WASHINGTON – US prosecutors compiled lots of evidence against the five men accused of having organised the September 11 attacks on the US, but not until this week have details been fully revealed. The indictment charging self-professed mastermind Khalid Sheikh Mohammed and four others was unsealed when US Attorney General Eric Holder referred the case to Defence Department for military trials instead of trials at a US federal court in New York.
Holder said Sheikh Mohammed, Walid bin Attash, Ramzi Binalshibh, Ali Abd al-Aziz Ali and Mustapha Ahmed al-Hawsawi could have been prosecuted in federal court and blamed Congress for imposing measures blocking civilian trials of Guantanamo Bay inmates. They will be tried in military courts in the US naval base in southeastern Cuba. The now-public details show that the United States, nearly 10 years after hijackers flew planes into the World Trade Centre and the Pentagon, reconstructed step by step the logistics of the five accused men.
They compiled bank transactions, flight records, visa applications, and dozens of telephone conversations to create the most comprehensive account of the chain of events before the attacks. Implementation of the plan began in 1999, when Sheikh Mohammed (referred to as “KSM” by US officials) proposed to Osama bin Laden to use commercial airliners as missiles against US targets. Until the last minute, according to the indictment, Sheikh Mohammed controlled the entire operation.
“From in or about December 1999, through in or about June 2000, Al-Qaeda selected operatives to pilot the airplanes to be hijacked and dispatched the operatives to the US to obtain flight training and otherwise carry out the plot,” the indictment said. Walid bin Attash, born in Saudi Arabia in 1979, travelled in first-class between Bangkok and Hong Kong, with a knife in his pocket “and approached the cockpit to test security measures.”
He then took several other international flights, each time with his penknife undetected. Meanwhile, Ramzi Binalshibh in Hamburg became friends with future hijacker Mohamed Atta. Binalshibh, a 38-year-old Yemeni, applied four times for a visa to the United States in 2000 but was denied each time. So, at the request of KSM, Binalshibh became and intermediary between KSM and the future hijackers.
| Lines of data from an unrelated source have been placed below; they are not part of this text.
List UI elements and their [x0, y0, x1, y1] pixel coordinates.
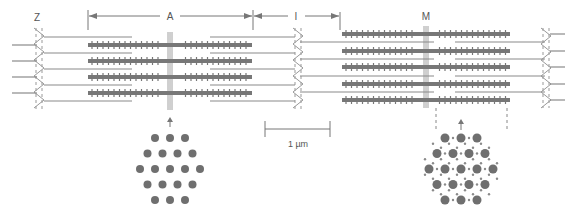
thin-filament-dot — [456, 174, 458, 176]
thin-filament-dot — [432, 189, 434, 191]
z-line-label: Z — [34, 12, 40, 23]
filament-dot — [465, 149, 474, 158]
thin-filament-dot — [448, 162, 450, 164]
thin-filament-dot — [468, 199, 470, 201]
thin-filament-dot — [468, 137, 470, 139]
cross-section-cut-markers — [436, 108, 507, 130]
filament-dot — [457, 196, 466, 205]
thin-filament-dot — [432, 143, 434, 145]
filament-dot — [433, 149, 442, 158]
filament-dot — [457, 134, 466, 143]
filament-dot — [473, 165, 482, 174]
filament-dot — [473, 134, 482, 143]
thin-filament-dot — [488, 147, 490, 149]
thin-filament-dot — [444, 152, 446, 154]
thin-filament-dot — [472, 193, 474, 195]
thin-filament-dot — [480, 162, 482, 164]
filament-dot — [481, 180, 490, 189]
thin-filament-dot — [440, 193, 442, 195]
thin-filament-dot — [496, 162, 498, 164]
filament-layer — [12, 26, 565, 110]
filament-dot — [433, 180, 442, 189]
thin-filament-dot — [476, 183, 478, 185]
thin-filament-dot — [488, 158, 490, 160]
filament-dot — [449, 149, 458, 158]
filament-dot — [144, 181, 152, 189]
filament-dot — [166, 196, 174, 204]
scale-bar-label: 1 µm — [288, 139, 308, 149]
thin-filament-dot — [472, 147, 474, 149]
a-band-label: A — [167, 11, 174, 22]
filament-dot — [181, 165, 189, 173]
filament-dot — [151, 165, 159, 173]
thin-filament-dot — [480, 143, 482, 145]
cross-section-arrow-left — [167, 117, 173, 127]
filament-dot — [441, 196, 450, 205]
filament-dot — [136, 165, 144, 173]
thin-filament-dot — [472, 158, 474, 160]
filament-dot — [449, 180, 458, 189]
filament-dot — [189, 181, 197, 189]
thin-filament-dot — [464, 162, 466, 164]
thin-filament-dot — [432, 178, 434, 180]
filament-dot — [166, 165, 174, 173]
thin-filament-dot — [464, 178, 466, 180]
filament-dot — [174, 150, 182, 158]
filament-dot — [473, 196, 482, 205]
filament-dot — [166, 134, 174, 142]
thin-filament-dot — [456, 193, 458, 195]
filament-dot — [465, 180, 474, 189]
sarcomere-diagram: Z A I M 1 µm — [0, 0, 572, 207]
thin-filament-dot — [488, 174, 490, 176]
filament-dot — [159, 181, 167, 189]
thin-filament-dot — [448, 143, 450, 145]
filament-dot — [174, 181, 182, 189]
filament-dot — [481, 149, 490, 158]
filament-dot — [457, 165, 466, 174]
thin-filament-dot — [468, 168, 470, 170]
filament-dot — [196, 165, 204, 173]
thin-filament-dot — [452, 137, 454, 139]
filament-dot — [181, 134, 189, 142]
filament-dot — [441, 134, 450, 143]
thin-filament-dot — [424, 174, 426, 176]
thin-filament-dot — [456, 158, 458, 160]
cross-section-a-band-thick-only — [136, 134, 204, 204]
thin-filament-dot — [480, 178, 482, 180]
thin-filament-dot — [460, 152, 462, 154]
thin-filament-dot — [440, 147, 442, 149]
filament-dot — [151, 134, 159, 142]
thin-filament-dot — [464, 189, 466, 191]
thin-filament-dot — [448, 189, 450, 191]
thin-filament-dot — [452, 168, 454, 170]
thin-filament-dot — [444, 183, 446, 185]
thin-filament-dot — [488, 193, 490, 195]
thin-filament-dot — [448, 178, 450, 180]
z-disk — [541, 28, 551, 108]
filament-dot — [144, 150, 152, 158]
thin-filament-dot — [480, 189, 482, 191]
scale-bar — [265, 121, 330, 137]
thin-filament-dot — [452, 199, 454, 201]
thin-filament-dot — [464, 143, 466, 145]
thin-filament-dot — [484, 168, 486, 170]
thin-filament-dot — [440, 158, 442, 160]
thin-filament-dot — [440, 174, 442, 176]
cross-section-arrow-right — [458, 119, 464, 130]
thin-filament-dot — [476, 152, 478, 154]
thin-filament-dot — [496, 178, 498, 180]
cross-section-overlap-region — [424, 134, 498, 205]
thin-filament-dot — [436, 168, 438, 170]
filament-dot — [425, 165, 434, 174]
filament-dot — [159, 150, 167, 158]
filament-dot — [489, 165, 498, 174]
filament-dot — [181, 196, 189, 204]
filament-dot — [441, 165, 450, 174]
m-line-label: M — [422, 11, 430, 22]
filament-dot — [189, 150, 197, 158]
thin-filament-dot — [472, 174, 474, 176]
thin-filament-dot — [460, 183, 462, 185]
i-band-label: I — [295, 11, 298, 22]
thin-filament-dot — [424, 158, 426, 160]
filament-dot — [151, 196, 159, 204]
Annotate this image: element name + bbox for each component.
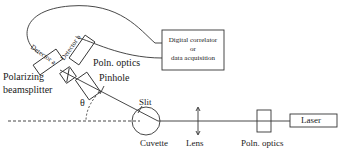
poln-optics-top-label: Poln. optics bbox=[93, 58, 140, 68]
setup-diagram bbox=[0, 0, 351, 161]
correlator-line-2: or bbox=[162, 45, 224, 54]
theta-arc bbox=[86, 96, 96, 121]
lens-label: Lens bbox=[186, 139, 204, 148]
laser-label: Laser bbox=[301, 116, 321, 125]
slit-label: Slit bbox=[139, 98, 152, 107]
pinhole-label: Pinhole bbox=[99, 73, 130, 83]
beamsplitter-label: beamsplitter bbox=[3, 85, 52, 95]
correlator-line-3: data acquisition bbox=[162, 54, 224, 63]
cuvette-label: Cuvette bbox=[140, 139, 168, 148]
cuvette-circle bbox=[132, 107, 160, 135]
poln-optics-top-box bbox=[75, 72, 100, 100]
poln-optics-bottom-label: Poln. optics bbox=[241, 139, 284, 148]
correlator-line-1: Digital correlator bbox=[162, 36, 224, 45]
polarizing-label: Polarizing bbox=[3, 72, 44, 82]
theta-label: θ bbox=[80, 98, 85, 108]
cable-detector-a bbox=[27, 6, 162, 53]
correlator-label: Digital correlator or data acquisition bbox=[162, 36, 224, 63]
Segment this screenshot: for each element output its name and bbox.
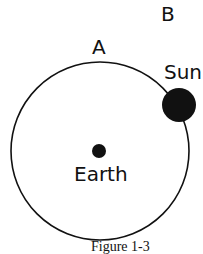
figure-caption: Figure 1-3	[91, 240, 150, 254]
earth-dot	[92, 144, 106, 158]
label-earth: Earth	[74, 164, 128, 184]
label-a: A	[92, 37, 106, 57]
label-b: B	[161, 4, 175, 24]
sun-disc	[162, 88, 196, 122]
label-sun: Sun	[164, 62, 202, 82]
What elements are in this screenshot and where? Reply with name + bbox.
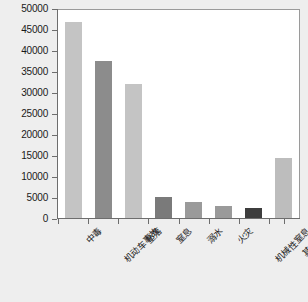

At the same time, from Dubai, KSM nephew Ali Abd al-Aziz Ali, of Pakistan, provided flight simulation software to the hijackers and began transferring money to US accounts. Between January and June 2000, US investigators pinpointed 35 telephone calls between him and the hijackers. Mustapha Ahmed al-Hawsawi, a 42-year-old from Saudi Arabia, was accused of being the principal financier of the attacks.
Bank transfers were made in small amounts so as not to arouse suspicion and different names were used each time. Tens of thousands of dollars arrived in US accounts, including for Zacarias Moussaoui, who was involved in the plot but was arrested a month before the attacks. In the United Arab Emirates, al-Hawsawi monitored the operations and discusses them with KSM. Between July 9-16, 2001, Ramzi Binalshibh met with Mohamed Atta in Spain.
The two men “discussed, among other aspects of the plot, potential targets for the hijacking attacks.” On July 23, KSM filed a visa application for the United States which was refused. At the end of August, he told bin Laden of the date for the attacks.